We are in week #2, and this week the older kids are working on plots. We were graced by write Janae Marks who offered incredible, irreplaceable advice yesterday (of which I took plenty of notes). This morning, I'm having kids pull 10 details from their story and asking them to play with language, a workshop I've done with poetry, but not fiction. I was going to go forward with poetry, but it led itself to short fiction, of which I plan to workshop and play with more tomorrow. Writing from what we know. Imagining new worlds and possibilities. This is a goal for Wednesday. He came home a little late, and didn’t know if the boys would have already left. Adolescent boys: girlfriends, jobs, soccer practice - all three always on the go.
That morning, before work, the tensions were running high and all he could think about was how horrible he was at parenting…the deterioration over the years. Nakupenda, not in action, Manaika, once a conceptualization. He once gave good hugs, but now his moves went forward with trepidation…more caution.
When they were little, he used to tell them they had a superpower, Ubuntu, but that togetherness faded after middle school. This morning he lost his cool, and as he pulled into the driveway, he expected another rant from one of them: how unfair he was, what a jerk, how he was way too strict.
Instead, he found a note with abbreviation.
W.L.U., elephant shoe.
All three arrived at different times and the adaptations were many. Being a dad was always like sliding the glass door, always just enough to let them in and have the powers to knock down walls. He sought empathy whenever there was an altercation. Assimilation was never easy, but in his heart he had one hope: to draw lines for possibility and another start.
Yes, he was White. Born that way. An ethnic mutt of European and Russian blood. He chose to be a loner, too, and was never one that desired relationships, but instead liked being in his house with books, pens, and ideas. Funny how humanity races with historical spices, and how fresh flowers grow out of notebooks where stories were once composed. He understood the years of stories drafted in tars and feathers, the politically exploited pastures of stolen rice and bulldozed lawns. Now, 25 pairs of shoes sat in the front lobby awaiting hands to grip them and to head outside for another adventure
Memories of djembe drums, Mandingo and Congolese dreams, not one of them his. He learned to call avocados butter pears and to make every morning a ritual of dance and song.
Homes provide sturdy bricks for pathways. Stability arrives from sitting together on patios and sharing the moments of a day. Forgiveness isn’t always red, white, and blue.
So, he held the note a little closer to read once more,
W.L.U. - Elephant shoe
One of them had started to make a stew of pulled chicken and beans. The sauce wafted in family tradition. He figured he was going to make cheeseburgers and call it a night, but it seemed dinner was already prepared. It just needed to be heated up.
The fight was likely to continue, because that is the way it’s always been. America. The United States. The complexity of Lady Liberty finding justice in the land of the Jerry Springer circus.
Forgiveness, though. He wasn’t expecting that so soon.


## Problem to work on
Whenever a line below holds the word "figure", copy that line.

## Exercise input
====
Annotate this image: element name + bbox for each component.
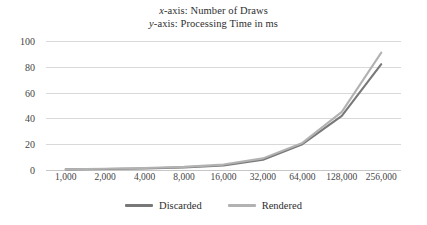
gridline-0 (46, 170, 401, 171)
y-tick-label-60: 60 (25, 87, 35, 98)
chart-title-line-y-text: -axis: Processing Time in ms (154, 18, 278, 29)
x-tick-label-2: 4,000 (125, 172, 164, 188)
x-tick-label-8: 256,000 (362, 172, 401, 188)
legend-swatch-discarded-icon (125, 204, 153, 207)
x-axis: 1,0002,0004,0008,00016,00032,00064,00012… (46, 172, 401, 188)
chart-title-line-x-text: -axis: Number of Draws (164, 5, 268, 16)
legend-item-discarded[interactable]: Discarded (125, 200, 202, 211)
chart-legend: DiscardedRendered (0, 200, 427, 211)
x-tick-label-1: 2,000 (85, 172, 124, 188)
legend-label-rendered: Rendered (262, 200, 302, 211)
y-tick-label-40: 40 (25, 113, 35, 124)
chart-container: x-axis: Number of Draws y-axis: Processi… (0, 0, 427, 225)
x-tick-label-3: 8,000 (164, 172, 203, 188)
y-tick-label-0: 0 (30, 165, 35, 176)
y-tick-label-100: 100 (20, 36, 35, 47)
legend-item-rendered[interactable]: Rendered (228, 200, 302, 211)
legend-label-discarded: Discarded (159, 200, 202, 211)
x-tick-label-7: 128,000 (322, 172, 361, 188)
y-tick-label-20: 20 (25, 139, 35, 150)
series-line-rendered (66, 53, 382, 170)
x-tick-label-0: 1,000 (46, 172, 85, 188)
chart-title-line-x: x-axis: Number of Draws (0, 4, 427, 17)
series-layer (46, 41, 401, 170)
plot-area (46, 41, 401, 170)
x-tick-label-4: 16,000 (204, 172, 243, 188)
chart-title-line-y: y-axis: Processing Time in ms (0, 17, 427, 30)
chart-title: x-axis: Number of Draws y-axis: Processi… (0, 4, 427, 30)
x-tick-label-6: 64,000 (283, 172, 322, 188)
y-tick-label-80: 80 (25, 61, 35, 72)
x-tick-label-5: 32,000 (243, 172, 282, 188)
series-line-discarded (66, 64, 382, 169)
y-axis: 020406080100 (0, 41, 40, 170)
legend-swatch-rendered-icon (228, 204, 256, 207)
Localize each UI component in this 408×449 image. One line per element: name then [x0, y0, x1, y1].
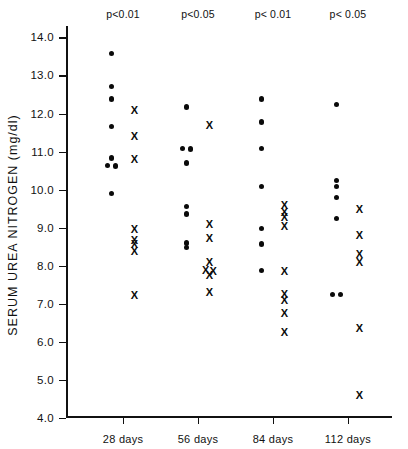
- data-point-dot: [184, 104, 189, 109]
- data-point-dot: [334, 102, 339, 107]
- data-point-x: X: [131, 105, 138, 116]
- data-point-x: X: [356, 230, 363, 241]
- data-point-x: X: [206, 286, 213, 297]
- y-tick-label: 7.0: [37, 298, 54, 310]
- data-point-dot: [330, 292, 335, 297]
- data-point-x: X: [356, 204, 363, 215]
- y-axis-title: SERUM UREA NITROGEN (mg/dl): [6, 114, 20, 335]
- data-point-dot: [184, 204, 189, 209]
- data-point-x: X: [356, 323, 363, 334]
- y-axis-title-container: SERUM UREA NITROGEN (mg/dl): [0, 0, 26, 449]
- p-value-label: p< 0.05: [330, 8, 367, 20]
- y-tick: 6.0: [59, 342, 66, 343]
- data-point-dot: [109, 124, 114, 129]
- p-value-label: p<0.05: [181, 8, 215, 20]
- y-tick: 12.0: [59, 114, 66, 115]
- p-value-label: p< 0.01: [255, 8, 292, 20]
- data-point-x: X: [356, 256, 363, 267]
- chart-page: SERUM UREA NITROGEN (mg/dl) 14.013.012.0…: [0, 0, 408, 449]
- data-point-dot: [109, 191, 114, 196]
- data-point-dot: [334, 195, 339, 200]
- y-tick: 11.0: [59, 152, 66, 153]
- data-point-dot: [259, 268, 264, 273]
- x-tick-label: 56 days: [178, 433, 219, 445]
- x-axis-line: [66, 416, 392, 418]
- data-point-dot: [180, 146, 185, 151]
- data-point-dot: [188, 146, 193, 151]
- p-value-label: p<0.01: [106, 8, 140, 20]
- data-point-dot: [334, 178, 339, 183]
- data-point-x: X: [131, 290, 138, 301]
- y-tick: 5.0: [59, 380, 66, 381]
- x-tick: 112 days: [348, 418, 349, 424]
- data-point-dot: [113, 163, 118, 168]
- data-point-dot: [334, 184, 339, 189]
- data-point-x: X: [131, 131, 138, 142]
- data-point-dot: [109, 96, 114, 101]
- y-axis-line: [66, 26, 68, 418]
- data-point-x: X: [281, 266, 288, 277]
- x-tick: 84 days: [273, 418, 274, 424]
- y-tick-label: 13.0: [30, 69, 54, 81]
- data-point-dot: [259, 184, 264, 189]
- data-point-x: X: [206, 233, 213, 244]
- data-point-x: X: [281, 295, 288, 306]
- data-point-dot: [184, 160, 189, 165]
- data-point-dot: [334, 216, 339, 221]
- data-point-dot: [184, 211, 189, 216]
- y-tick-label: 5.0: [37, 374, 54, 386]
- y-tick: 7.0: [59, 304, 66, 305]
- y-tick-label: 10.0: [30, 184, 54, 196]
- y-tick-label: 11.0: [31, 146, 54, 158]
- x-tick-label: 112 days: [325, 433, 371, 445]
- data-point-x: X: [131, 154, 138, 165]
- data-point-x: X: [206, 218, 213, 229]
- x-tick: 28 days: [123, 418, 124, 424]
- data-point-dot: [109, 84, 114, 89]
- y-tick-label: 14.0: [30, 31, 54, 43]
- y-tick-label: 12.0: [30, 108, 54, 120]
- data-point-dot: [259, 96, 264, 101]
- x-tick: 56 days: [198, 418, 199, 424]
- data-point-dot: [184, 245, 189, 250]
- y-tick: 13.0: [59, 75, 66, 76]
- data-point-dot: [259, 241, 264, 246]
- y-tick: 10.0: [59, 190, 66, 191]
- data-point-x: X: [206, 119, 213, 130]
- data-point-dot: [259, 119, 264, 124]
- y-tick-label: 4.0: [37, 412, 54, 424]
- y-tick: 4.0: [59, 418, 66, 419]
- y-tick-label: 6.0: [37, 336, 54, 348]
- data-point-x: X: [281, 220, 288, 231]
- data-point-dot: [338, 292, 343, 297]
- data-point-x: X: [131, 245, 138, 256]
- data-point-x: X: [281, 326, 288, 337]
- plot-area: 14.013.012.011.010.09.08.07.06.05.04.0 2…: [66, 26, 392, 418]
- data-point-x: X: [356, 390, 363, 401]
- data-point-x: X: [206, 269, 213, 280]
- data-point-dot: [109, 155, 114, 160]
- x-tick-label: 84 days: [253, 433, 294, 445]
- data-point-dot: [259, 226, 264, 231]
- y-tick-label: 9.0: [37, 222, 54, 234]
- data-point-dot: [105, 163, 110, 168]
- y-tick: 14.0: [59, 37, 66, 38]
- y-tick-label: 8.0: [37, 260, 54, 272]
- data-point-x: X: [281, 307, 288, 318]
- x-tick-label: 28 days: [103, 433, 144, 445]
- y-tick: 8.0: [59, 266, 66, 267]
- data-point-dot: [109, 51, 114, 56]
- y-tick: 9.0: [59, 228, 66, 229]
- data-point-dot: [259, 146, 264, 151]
====
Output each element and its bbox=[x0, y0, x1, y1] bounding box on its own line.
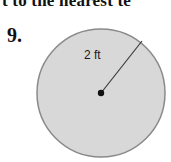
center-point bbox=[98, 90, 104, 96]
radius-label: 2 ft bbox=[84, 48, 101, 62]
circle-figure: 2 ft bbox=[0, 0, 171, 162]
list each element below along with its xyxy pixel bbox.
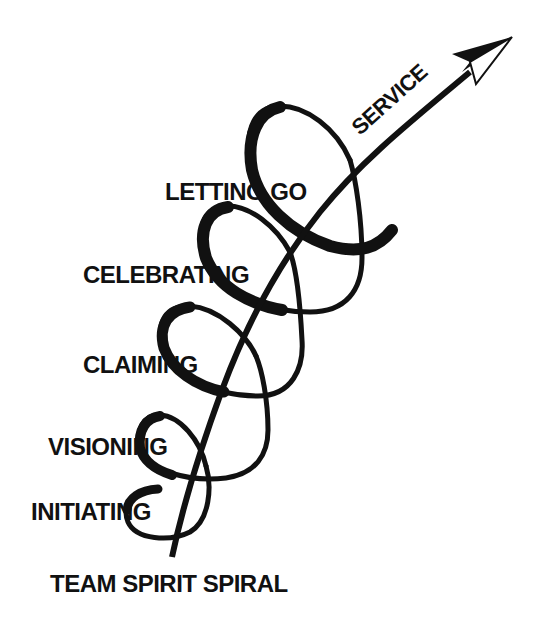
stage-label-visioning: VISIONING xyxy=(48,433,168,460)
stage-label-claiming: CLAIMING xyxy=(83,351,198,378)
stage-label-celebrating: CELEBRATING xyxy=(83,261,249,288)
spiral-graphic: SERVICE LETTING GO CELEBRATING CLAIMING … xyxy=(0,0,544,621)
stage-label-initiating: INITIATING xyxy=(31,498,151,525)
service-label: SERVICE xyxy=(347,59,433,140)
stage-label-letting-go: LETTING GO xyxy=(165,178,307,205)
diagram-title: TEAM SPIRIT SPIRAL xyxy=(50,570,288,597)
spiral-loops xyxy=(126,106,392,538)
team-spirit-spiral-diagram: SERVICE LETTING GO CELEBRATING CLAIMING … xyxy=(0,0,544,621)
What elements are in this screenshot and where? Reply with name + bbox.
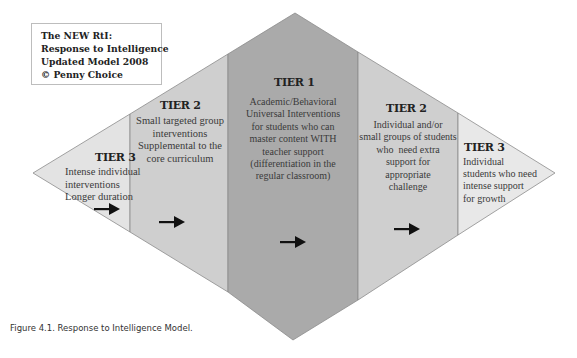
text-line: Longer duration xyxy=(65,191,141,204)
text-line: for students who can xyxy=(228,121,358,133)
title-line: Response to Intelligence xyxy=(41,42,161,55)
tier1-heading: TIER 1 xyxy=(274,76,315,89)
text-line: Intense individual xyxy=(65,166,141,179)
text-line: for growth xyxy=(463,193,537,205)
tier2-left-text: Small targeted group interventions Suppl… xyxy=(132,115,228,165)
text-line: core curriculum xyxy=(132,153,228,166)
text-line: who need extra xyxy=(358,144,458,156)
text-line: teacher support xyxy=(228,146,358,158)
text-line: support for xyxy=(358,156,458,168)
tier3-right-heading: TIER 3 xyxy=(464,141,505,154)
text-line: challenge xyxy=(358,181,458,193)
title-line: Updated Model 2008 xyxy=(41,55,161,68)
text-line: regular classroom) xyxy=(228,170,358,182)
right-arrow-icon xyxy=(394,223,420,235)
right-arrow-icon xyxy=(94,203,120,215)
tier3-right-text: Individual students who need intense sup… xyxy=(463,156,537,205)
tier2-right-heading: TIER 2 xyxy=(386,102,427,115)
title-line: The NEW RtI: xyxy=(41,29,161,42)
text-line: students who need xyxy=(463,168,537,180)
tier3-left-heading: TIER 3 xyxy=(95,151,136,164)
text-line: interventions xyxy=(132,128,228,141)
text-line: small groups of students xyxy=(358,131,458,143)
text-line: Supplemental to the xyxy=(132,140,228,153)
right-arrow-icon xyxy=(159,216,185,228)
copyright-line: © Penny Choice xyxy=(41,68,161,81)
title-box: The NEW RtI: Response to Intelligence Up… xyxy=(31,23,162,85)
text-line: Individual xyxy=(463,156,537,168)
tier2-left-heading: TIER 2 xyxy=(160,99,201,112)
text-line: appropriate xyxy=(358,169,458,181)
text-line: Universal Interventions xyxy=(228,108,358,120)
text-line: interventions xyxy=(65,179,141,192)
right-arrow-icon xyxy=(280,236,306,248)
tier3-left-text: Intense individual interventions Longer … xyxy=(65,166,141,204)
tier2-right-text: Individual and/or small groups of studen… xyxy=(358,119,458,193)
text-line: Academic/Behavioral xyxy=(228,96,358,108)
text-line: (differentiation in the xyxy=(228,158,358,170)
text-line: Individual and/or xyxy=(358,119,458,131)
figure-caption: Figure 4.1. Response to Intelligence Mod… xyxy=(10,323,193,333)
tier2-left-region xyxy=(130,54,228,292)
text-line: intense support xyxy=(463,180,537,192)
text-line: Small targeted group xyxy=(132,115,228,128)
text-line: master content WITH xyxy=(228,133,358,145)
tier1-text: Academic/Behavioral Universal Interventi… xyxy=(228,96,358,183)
====
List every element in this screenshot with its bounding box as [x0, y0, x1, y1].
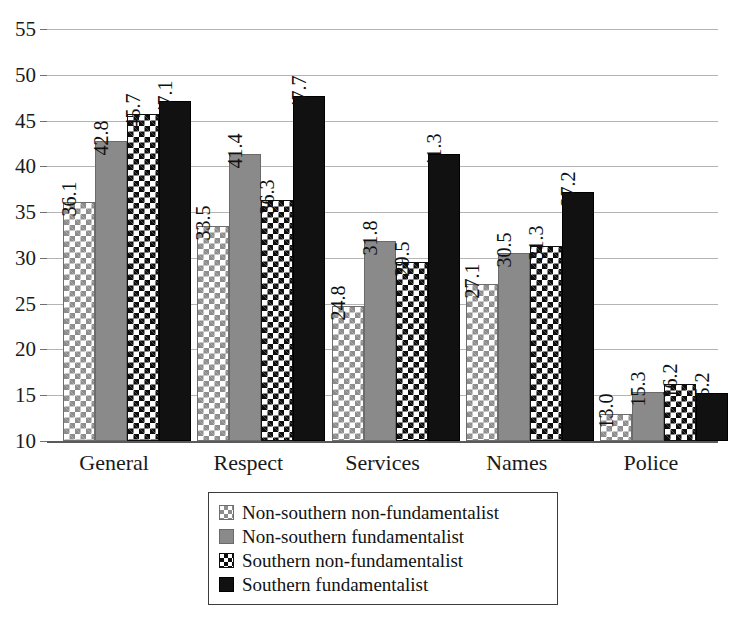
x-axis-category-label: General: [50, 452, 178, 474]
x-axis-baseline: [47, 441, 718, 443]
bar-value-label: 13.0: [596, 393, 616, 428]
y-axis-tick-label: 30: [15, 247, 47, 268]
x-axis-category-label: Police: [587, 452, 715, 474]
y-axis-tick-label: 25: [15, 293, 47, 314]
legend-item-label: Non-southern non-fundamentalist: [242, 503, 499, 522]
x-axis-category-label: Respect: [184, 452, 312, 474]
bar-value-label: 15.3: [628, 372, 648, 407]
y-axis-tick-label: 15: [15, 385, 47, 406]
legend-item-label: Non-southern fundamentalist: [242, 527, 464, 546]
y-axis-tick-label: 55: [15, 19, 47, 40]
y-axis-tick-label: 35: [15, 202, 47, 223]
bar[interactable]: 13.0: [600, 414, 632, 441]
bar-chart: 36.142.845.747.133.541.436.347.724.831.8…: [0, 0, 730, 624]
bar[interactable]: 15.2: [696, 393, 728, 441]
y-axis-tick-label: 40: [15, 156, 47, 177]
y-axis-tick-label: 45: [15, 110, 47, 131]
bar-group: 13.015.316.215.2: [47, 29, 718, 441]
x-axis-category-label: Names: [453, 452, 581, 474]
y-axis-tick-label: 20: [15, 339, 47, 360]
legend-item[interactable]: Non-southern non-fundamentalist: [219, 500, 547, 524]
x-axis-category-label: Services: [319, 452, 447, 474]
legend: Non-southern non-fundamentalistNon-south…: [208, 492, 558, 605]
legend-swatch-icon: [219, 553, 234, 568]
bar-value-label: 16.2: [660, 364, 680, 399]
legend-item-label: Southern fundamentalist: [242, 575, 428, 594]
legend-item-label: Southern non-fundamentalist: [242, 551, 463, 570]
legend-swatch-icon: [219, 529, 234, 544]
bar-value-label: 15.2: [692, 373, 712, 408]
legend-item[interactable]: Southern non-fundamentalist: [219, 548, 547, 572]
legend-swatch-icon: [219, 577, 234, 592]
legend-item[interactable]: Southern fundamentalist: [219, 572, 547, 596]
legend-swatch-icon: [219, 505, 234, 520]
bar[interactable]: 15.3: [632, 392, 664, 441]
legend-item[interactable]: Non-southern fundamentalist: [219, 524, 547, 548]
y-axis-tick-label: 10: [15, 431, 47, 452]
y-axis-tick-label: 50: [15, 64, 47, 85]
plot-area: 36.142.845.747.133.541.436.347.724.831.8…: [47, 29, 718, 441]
====
## Exercise response
circle-figure: 2 ft bbox=[0, 0, 171, 162]
figure-caption: Figure 4.1. Response to Intelligence Mod… xyxy=(10,323,193,333)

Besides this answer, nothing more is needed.